East of Jamaica, in neighboring Haiti, flooding destroyed at least two houses and damaged a dozen more, but people expressed relief they were spared further catastrophe in a year that has already brought a bloody rebellion and deadly floods.

"First we had a political hurricane, then an economic hurricane and now, with the natural hurricane, we're just glad God saved us," said Jude Vante, 32, an unemployed mason in low-lying Les Cayes, on the southern peninsula.

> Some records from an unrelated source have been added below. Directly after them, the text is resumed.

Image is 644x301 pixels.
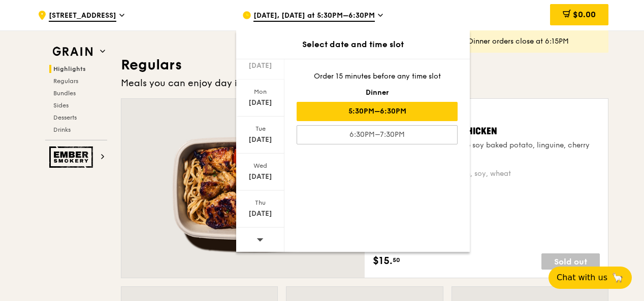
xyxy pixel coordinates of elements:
[53,102,69,109] span: Sides
[373,124,599,138] div: Honey Duo Mustard Chicken
[238,172,283,182] div: [DATE]
[373,140,599,161] div: house-blend mustard, maple soy baked potato, linguine, cherry tomato
[393,256,400,264] span: 50
[53,78,79,84] span: Regulars
[53,126,71,134] span: Drinks
[238,199,283,207] div: Thu
[468,37,600,47] div: Dinner orders close at 6:15PM
[297,125,458,144] div: 6:30PM–7:30PM
[238,61,283,71] div: [DATE]
[53,114,77,121] span: Desserts
[573,9,595,19] span: $0.00
[238,125,283,133] div: Tue
[556,272,607,284] span: Chat with us
[253,11,375,22] span: [DATE], [DATE] at 5:30PM–6:30PM
[373,169,599,179] div: high protein, contains allium, soy, wheat
[238,161,283,170] div: Wed
[121,76,608,90] div: Meals you can enjoy day in day out.
[238,209,283,219] div: [DATE]
[238,88,283,96] div: Mon
[49,43,96,61] img: Grain web logo
[236,39,470,50] div: Select date and time slot
[238,135,283,145] div: [DATE]
[541,254,599,270] div: Sold out
[297,102,458,121] div: 5:30PM–6:30PM
[548,266,631,289] button: Chat with us🦙
[121,56,608,74] h3: Regulars
[611,272,623,284] span: 🦙
[297,88,458,98] div: Dinner
[238,98,283,108] div: [DATE]
[49,11,116,22] span: [STREET_ADDRESS]
[53,90,76,97] span: Bundles
[49,147,96,168] img: Ember Smokery web logo
[53,65,86,72] span: Highlights
[297,72,458,82] div: Order 15 minutes before any time slot
[373,254,393,268] span: $15.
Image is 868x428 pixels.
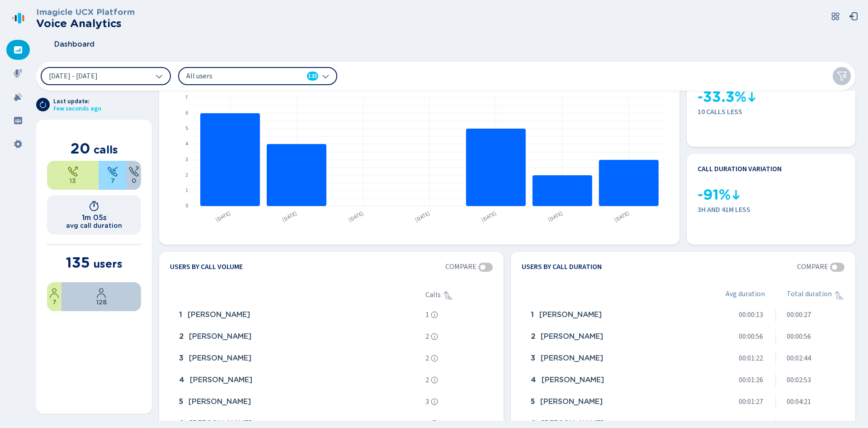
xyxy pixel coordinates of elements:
[175,393,421,411] div: Omar Radwan
[731,189,741,200] svg: kpi-down
[62,282,141,311] div: 94.81%
[787,398,811,405] span: 00:04:21
[431,354,438,362] svg: info-circle
[189,353,251,362] span: [PERSON_NAME]
[188,310,250,319] span: [PERSON_NAME]
[14,68,23,78] svg: mic-fill
[541,419,604,427] span: [PERSON_NAME]
[53,105,101,113] span: Few seconds ago
[179,376,185,384] span: 4
[522,262,601,271] h4: Users by call duration
[480,209,497,224] text: [DATE]
[527,393,703,411] div: Omar Radwan
[107,166,118,177] svg: telephone-inbound
[82,213,106,222] h1: 1m 05s
[425,310,429,319] span: 1
[547,209,564,224] text: [DATE]
[347,209,365,224] text: [DATE]
[36,8,134,17] h3: Imagicle UCX Platform
[739,376,763,384] span: 00:01:26
[531,332,535,341] span: 2
[445,262,476,271] span: Compare
[189,419,252,427] span: [PERSON_NAME]
[431,311,438,318] svg: info-circle
[89,201,99,211] svg: timer
[185,94,188,101] text: 7
[185,109,188,117] text: 6
[185,186,188,194] text: 1
[175,306,421,324] div: Andrea Sonnino
[531,376,536,384] span: 4
[14,92,23,101] svg: alarm-filled
[787,376,811,384] span: 00:02:53
[47,160,99,189] div: 65%
[527,350,703,367] div: Abdullah Qasem
[531,398,535,405] span: 5
[414,209,431,224] text: [DATE]
[431,398,438,405] svg: info-circle
[787,353,811,362] span: 00:02:44
[443,290,453,300] svg: sortAscending
[531,353,535,362] span: 3
[66,253,90,271] span: 135
[540,398,602,405] span: [PERSON_NAME]
[6,40,30,60] div: Dashboard
[185,201,188,210] text: 0
[613,209,630,224] text: [DATE]
[41,67,171,85] button: [DATE] - [DATE]
[431,420,438,426] svg: info-circle
[836,71,847,81] svg: funnel-disabled
[739,353,763,362] span: 00:01:22
[127,160,141,189] div: 0%
[185,140,188,147] text: 4
[53,98,101,105] span: Last update:
[188,398,251,405] span: [PERSON_NAME]
[93,257,122,270] span: users
[49,72,98,80] span: [DATE] - [DATE]
[697,205,844,214] span: 3h and 41m less
[179,419,184,427] span: 6
[170,262,243,271] h4: Users by call volume
[541,332,603,341] span: [PERSON_NAME]
[443,290,453,300] div: Sorted ascending, click to sort descending
[175,328,421,346] div: Abdullah Qasem
[214,209,232,224] text: [DATE]
[431,376,438,383] svg: info-circle
[725,290,765,300] span: Avg duration
[179,398,183,405] span: 5
[527,306,703,324] div: Andrea Rivaben
[746,91,757,103] svg: kpi-down
[697,89,746,106] span: -33.3%
[131,177,136,184] span: 0
[175,350,421,367] div: Andrea Rivaben
[93,143,118,156] span: calls
[185,171,188,179] text: 2
[787,290,832,300] span: Total duration
[179,332,184,341] span: 2
[189,332,251,341] span: [PERSON_NAME]
[527,371,703,389] div: Andrea Valleriani
[71,139,90,157] span: 20
[425,290,493,300] div: Calls
[96,298,106,306] span: 128
[739,310,763,319] span: 00:00:13
[54,40,94,49] span: Dashboard
[739,398,763,405] span: 00:01:27
[190,376,252,384] span: [PERSON_NAME]
[308,71,317,81] span: 135
[68,166,78,177] svg: telephone-outbound
[739,332,763,341] span: 00:00:56
[834,290,844,300] div: Sorted ascending, click to sort descending
[539,310,601,319] span: [PERSON_NAME]
[697,108,844,116] span: 10 calls less
[14,116,23,125] svg: groups-filled
[787,290,844,300] div: Total duration
[739,419,763,427] span: 00:01:09
[527,328,703,346] div: Andrea Sonnino
[49,287,60,298] svg: user-profile
[425,332,429,341] span: 2
[179,310,182,319] span: 1
[832,67,851,85] button: Clear filters
[128,166,139,177] svg: unknown-call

Ivan became the fourth major hurricane of the Atlantic Season on Sunday. It damaged dozens of homes in Barbados, St. Lucia and St. Vincent Tuesday before making a direct hit on Grenada, which it left a wasteland of flattened houses, twisted metal and splintered wood. It damaged 90 percent of homes there, tossed sailboats to shore and set off looting among some of the 100,000 residents left without electricity, water and telephone service.

Manning, the Trinidadian leader, said Grenada's priorities are establishing security to end looting; recapturing prisoners who escaped from a devastated jail; providing food, potable water, tents, blankets, and materials to rebuild; and restoring communications and electricity.

The American Red Cross disaster unit said Grenada's government has temporarily closed the country to relief shipments to ensure security. The unit's director, Doug Allen, said Grenada needs relief by Sunday to avoid a critical situation.

More than 100 Caribbean soldiers from five countries arrived Thursday to help restore order on the island of 100,000.

On Friday, Trinidadian troops patrolled the marina and shopping area around the downtown Carenage, and police Superintendent Edvin Martin reported only scattered looting.

Up to 75 convicts remained at large after about 150 of the prison's 325 inmates escaped when the storm damaged the prison.

Troops from Barbados and Trinidad guarded Grenada's airport, where dozens of American medical students waited for chartered flights home. There are an estimated 1,000 U.S. citizens on the island, most medical students at St. George's University.